The Politicization of Harm Reduction

(Credit: Fred Murphy)

A friend shared this interview with Susan Stellin and Graham MacIndoe with me yesterday. Susan and Graham do a lot of public education about addiction and drug problems, including their traveling exhibition Reframing Recovery. It’s rare to hear a lengthy discussion that communicates such sincere respect for both recovery and harm reduction. They bring really valuable and interesting perspectives rooted in personal experience, public health, and regular contact with people at the community level. It’s worth your time.

The Politicization of Harm Reduction?

At one point in the interview, one of the interviewers asked them to comment on the challenges of discussing harm reduction in the context of politicization of the term.

I could be wrong, but I imagine the interviewer was thinking about Fox News stories that frame harm reduction as liberal lunacy.

I’ve expressed concern for some time about drug policy becoming a front in the culture wars.
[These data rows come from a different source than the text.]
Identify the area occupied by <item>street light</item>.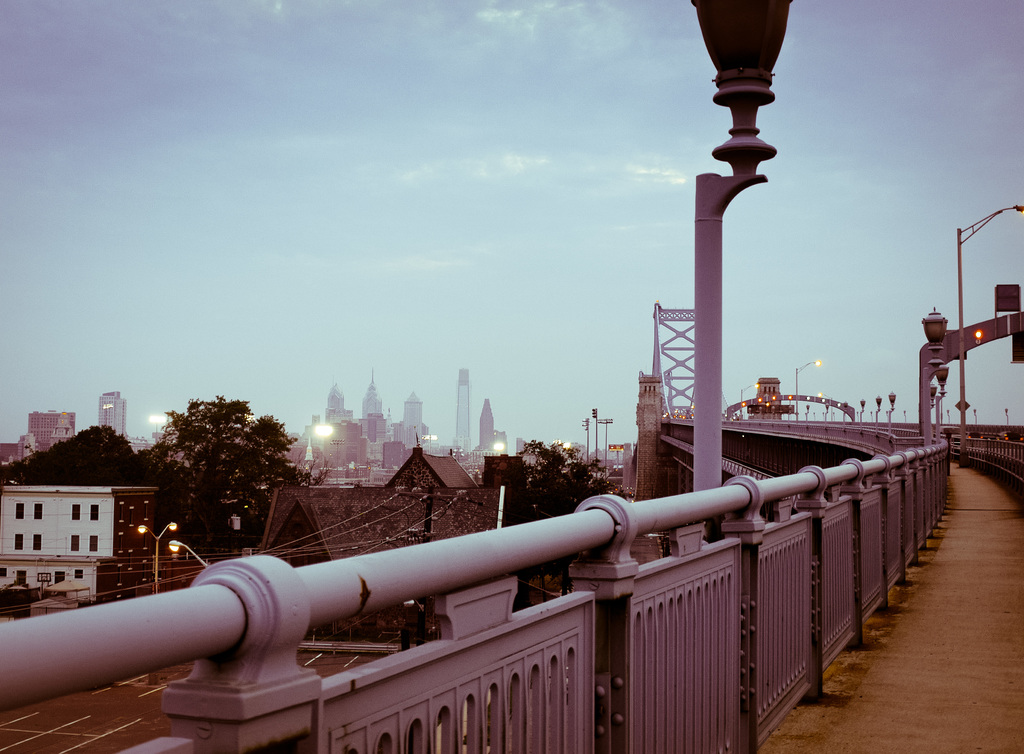
Area: (739, 382, 762, 421).
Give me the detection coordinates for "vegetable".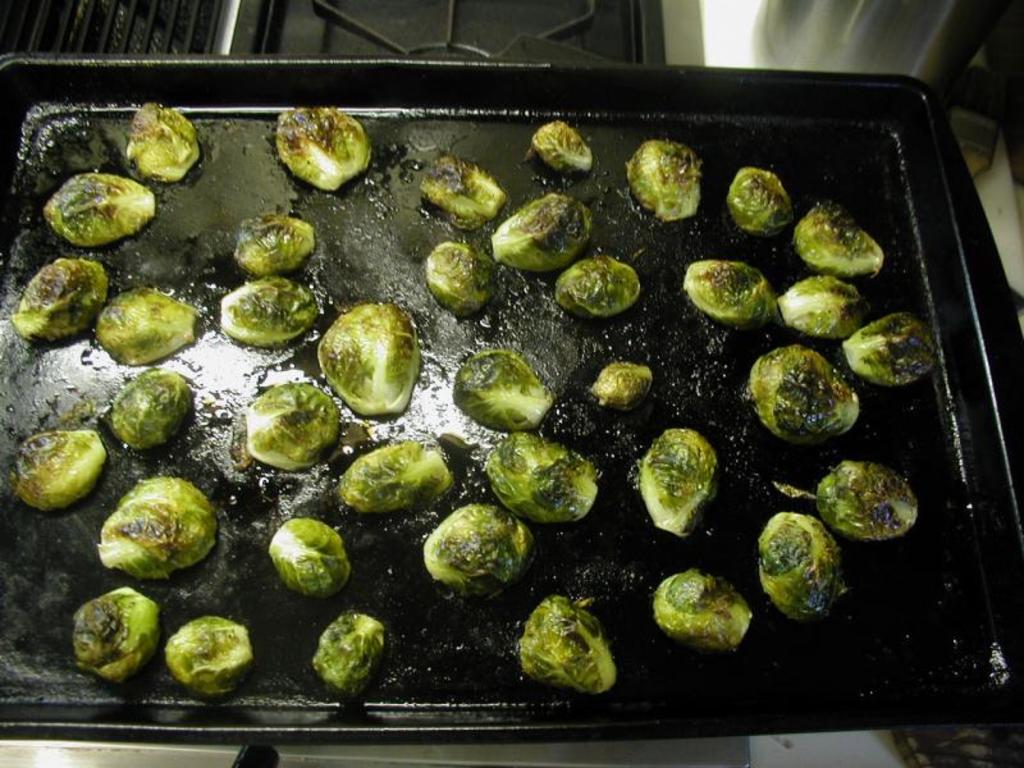
516,589,621,690.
In 2013, Mark Kleiman described some of the subtle and not-so-subtle ways this tendency appears:

The question about my own use or non-use of pot always comes up, and I always answer the same way, with a polite (I hope) “None of your business.” I don’t think there’s any ill will involved in asking the question: journalists simply want to “place” their sources culturally on the hippie-to-jock spectrum. But I want to resist the whole idea that drug policy should be a clash of cultural identities rather than a serious discussion of harms and benefits.

In the 10 years since Kleiman said this, changes in drug policy and drug problems have accelerated and political identities have become increasingly salient to Americans. So, the impulse to place advocates, programs, interventions, and policies on a cultural spectrum has not disappeared, but the hippie-to-jock cultural spectrum has been replaced with a right/left or conservative/progressive spectrum.

For me, it’s hard to think of how this kind of coding on a political or culture war spectrum wouldn’t be destructive.

Should harm reduction be politicized?

That might lead one to conclude that depoliticization of harm reduction is desirable.

There is no doubt that resistance to harm reduction is often rooted in stigma and that advocates, programs, interventions, and policies are coded based on clashing culture war identities.

While those destructively politicized reactions are prevalent and often attention-grabbing, they do not represent the whole of questions and concerns related to harm reduction programs, interventions, problem-framing, and goals.

Many of the questions and concerns about harm reduction relate to the political and philosophical ambitions of harm reduction itself.

Source: Foundations of Harm Reduction – National Harm Reduction Coalition‌

The National Harm Reduction Coalition distinguishes Risk Reduction and (h)arm (r)eduction from (H)arm (R)eduction.

This framing situates Risk Reduction and (h)arm (r)eduction as the interventions and strategies to reduce risk of harms like overdose deaths and disease transmission. On the other hand, (H)arm (R)eduction represents a much more ambitious philosophical and political movement.

So, disagreement about harm reduction can be about (h)arm (r)eduction or (H)arm (R)eduction, and those are two very different disagreements.

I’m of two minds on this. On the one hand, I recognize that a lot of good has been accomplished with the premise that everything is political. On the other hand, I frequently see questions and concerns about the philosophical and political ambitions of (H)arm (R)eduction are often coded as opposition to (h)arm (r)eduction and placed on a cultural spectrum as anti-science, anti-public health, anti-social justice, or pro-drug war.

This dynamic ends up creating something similar to a motte-and-bailey fallacy where (h)arm (r)eduction and (H)arm (R)eduction are conflated and distort disagreements.

I don’t have a solution to offer, other than distinguishing between (h)arm (r)eduction and (H)arm (R)eduction when disagreements arise, and recognizing that the existence of (H)arm (R)eduction complicates the framing of harm reduction as public health, pragmatic, and science-based. Failing to do so probably accelerates destructive politicization.